5) Timeline reconstruction

  • Correlate timestamps from:
    • File MFT (Created/Modified/Accessed), USN Journal, and LastWrite times.
    • Windows Event Logs (Security, Application, System), Task Scheduler logs.
    • Network logs and proxy/firewall logs for upload events.
    • Browser history or cloud sync logs (if user uploaded captures).
  • Build ordered sequence: capture creation → local storage → staging → transmission.

6) Network & exfiltration analysis

  • Inspect PCAPs, router/firewall logs, and IDS alerts for POST/PUT to C2 or cloud storage.
  • Look for common exfiltration methods: HTTP(S) POST (multipart/form-data), FTP, SMTP, WebDAV, cloud API calls, or DNS tunneling.
  • If encrypted exfiltration suspected, analyze timing, packet sizes, and destination endpoints; check TLS certs and SNI.

7) Artifact correlation and validation

  • Match image file hashes (SHA-256) across sources: disk, memory, backup, cloud.
  • Verify provenance: embedded metadata (EXIF) may contain creation timestamp, device name, or software signatures (but malware may strip/alter EXIF).
  • Use image similarity tools (perceptual hash) when formats or resolutions differ to link captures.

8) Anti-forensic indicators

  • Look for timestomping (MFT vs. content timestamps mismatch), wiped logs, shredders, or rootkit hooks.
  • Examine signed drivers or tampered system files indicating kernel-level capture.

9) Tools & commands (representative)

  • Memory capture: WinPMEM, FTK Imager (live)
  • Memory analysis: volatility3, Rekall, Strings, bulk_extractor
  • Disk imaging: Guymager, dd, FTK Imager
  • File carving: foremost, scalpel, bulk_extractor
  • File-system & timeline: SleuthKit, Autopsy, EnCase, X-Ways
  • Network: Wireshark, Zeek, tcpdump
  • Hashing & comparison: sha256sum, ssdeep (fuzzy), phash tools for images

10) Reporting & court-ready deliverables

  • Preserve chain-of-custody and write acquisition logs with hashes and tool versions.
  • Produce: forensic image hash summary, timeline (CSV/Excel), extracted image exhibits with metadata, memory/process dumps, network evidence (PCAP filtered), and a concise narrative describing how captures were created, stored, and exfiltrated.
  • Include reproducible analysis steps and commands to support findings.

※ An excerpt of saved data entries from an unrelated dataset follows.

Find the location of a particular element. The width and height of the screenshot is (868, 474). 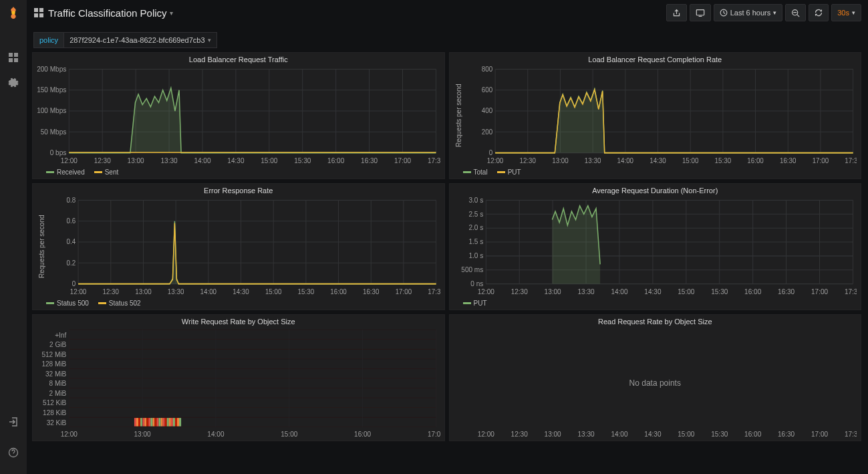

svg-text: 32 MiB is located at coordinates (56, 374).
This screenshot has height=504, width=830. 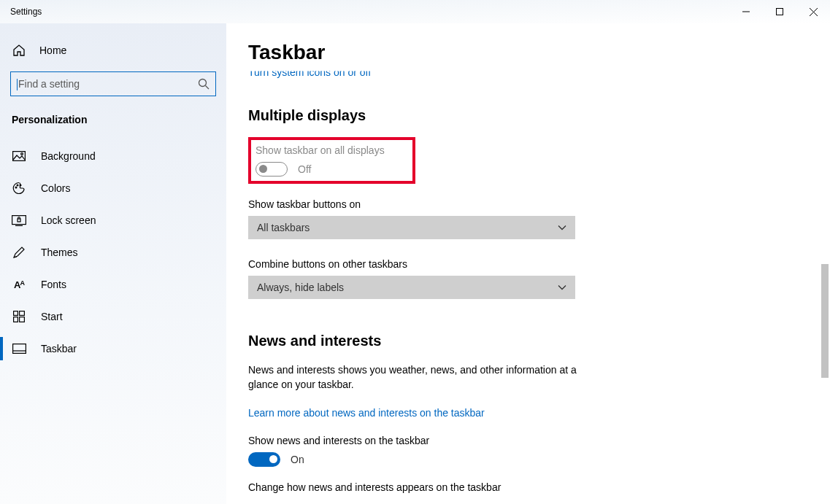 What do you see at coordinates (113, 220) in the screenshot?
I see `sidebar-item-lockscreen: Lock screen` at bounding box center [113, 220].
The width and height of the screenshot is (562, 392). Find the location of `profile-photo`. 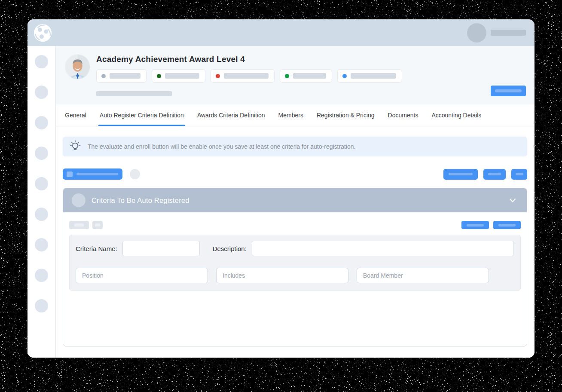

profile-photo is located at coordinates (77, 67).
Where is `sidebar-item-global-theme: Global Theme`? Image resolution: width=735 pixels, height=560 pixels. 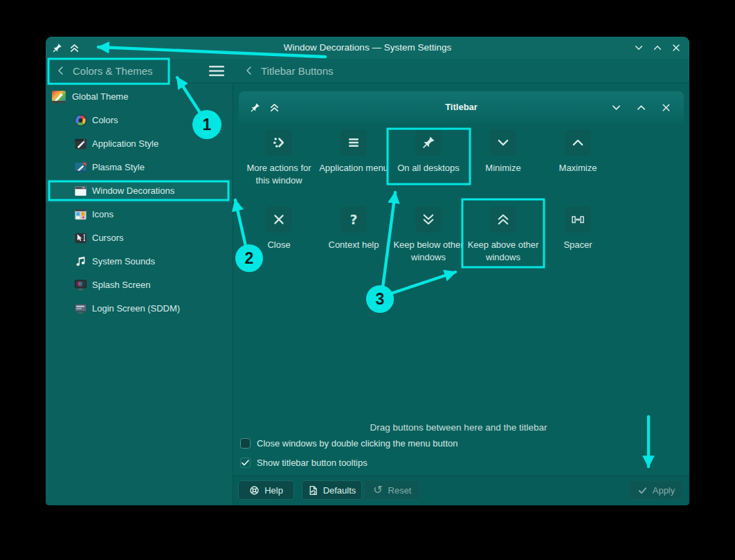
sidebar-item-global-theme: Global Theme is located at coordinates (138, 97).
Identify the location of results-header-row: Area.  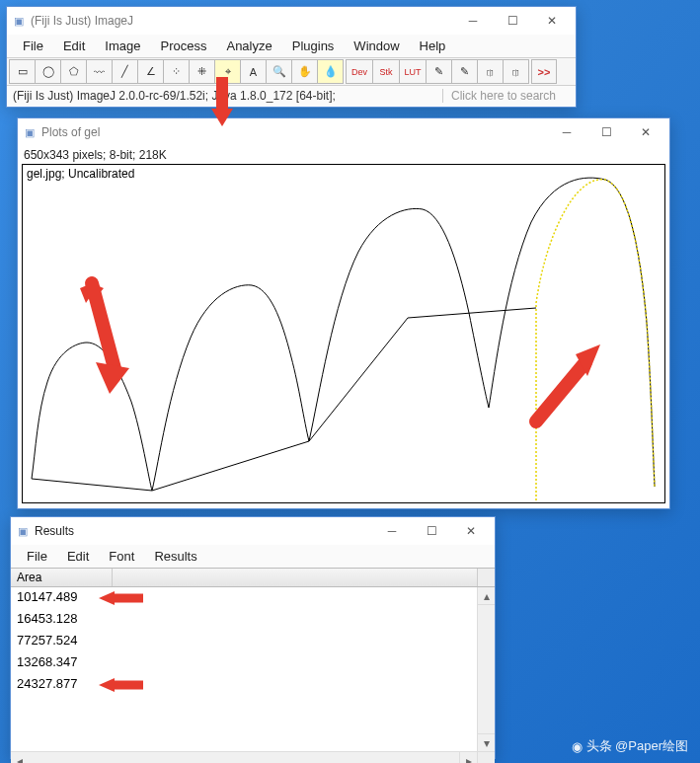
(253, 577).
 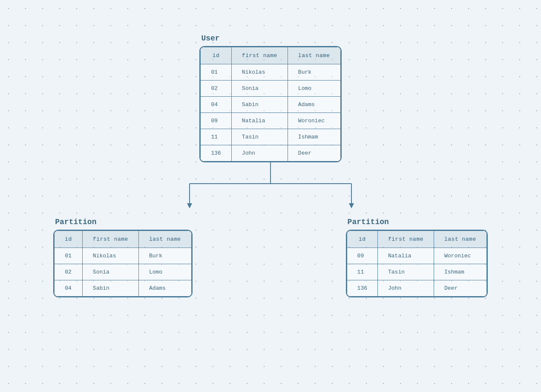 What do you see at coordinates (417, 263) in the screenshot?
I see `partition-right-table: id first name last name 09NataliaWoronie…` at bounding box center [417, 263].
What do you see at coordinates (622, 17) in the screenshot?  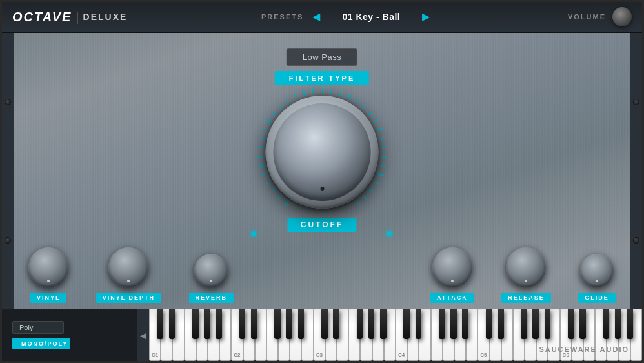 I see `volume-knob` at bounding box center [622, 17].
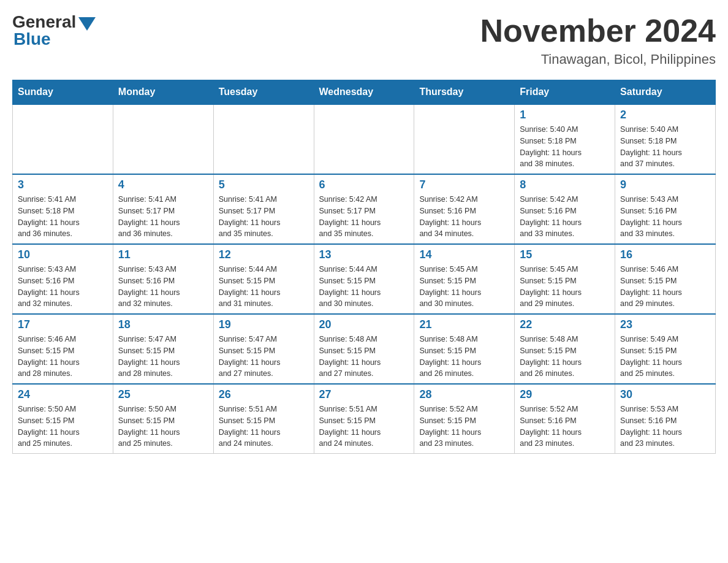  I want to click on day-number: 25, so click(163, 395).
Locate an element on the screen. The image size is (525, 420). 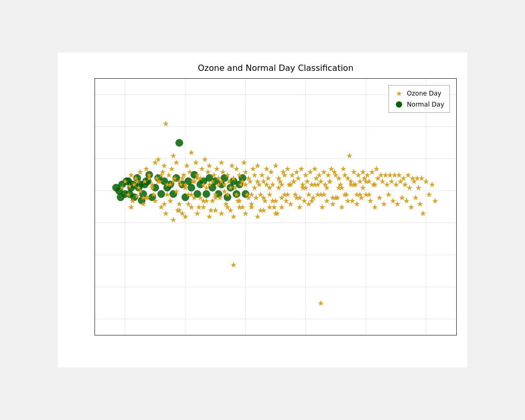
legend-item-normal: Normal Day is located at coordinates (419, 104).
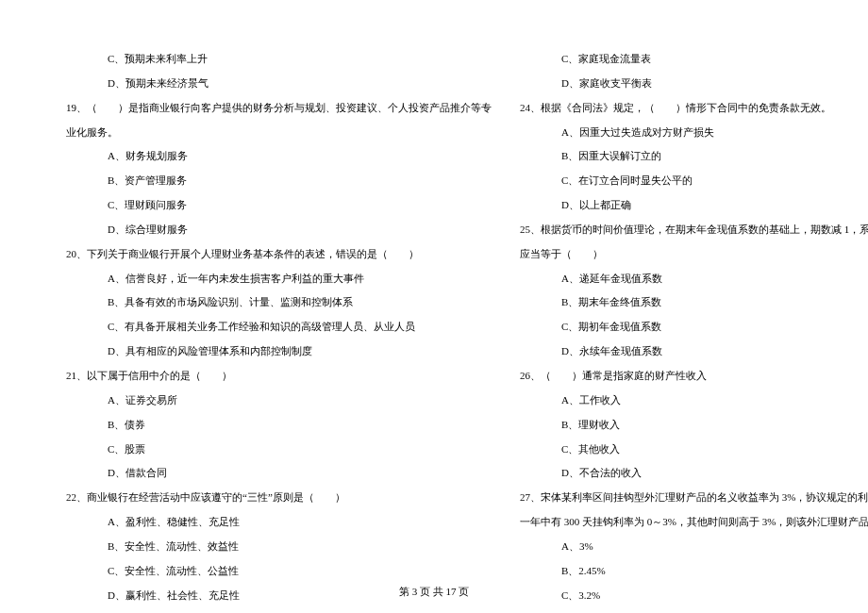 The width and height of the screenshot is (868, 613). I want to click on question-stem: 27、宋体某利率区间挂钩型外汇理财产品的名义收益率为 3%，协议规定的利率区间为…, so click(694, 498).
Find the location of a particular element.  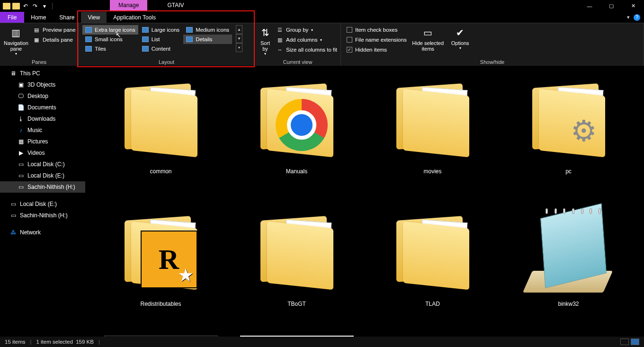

Quick checklist (actionable)

  1. Capture RAM → image disk → compute hashes.
  2. Scan memory for image headers and dump suspicious processes.
  3. Carve images from memory, swap, unallocated space.
  4. Search disk for image files, thumbnail caches, temp folders.
  5. Correlate with event logs, scheduled tasks, and persistence artifacts.
  6. Analyze network logs/PCAP for uploads.
  7. Hash and compare artifacts; document chain-of-custody.
  8. Produce timeline and court-ready report.

If you want, I can convert this into a step-by-step incident-response playbook tailored for Windows ⁄11 (with exact commands and example Volatility/Volatility3 commands).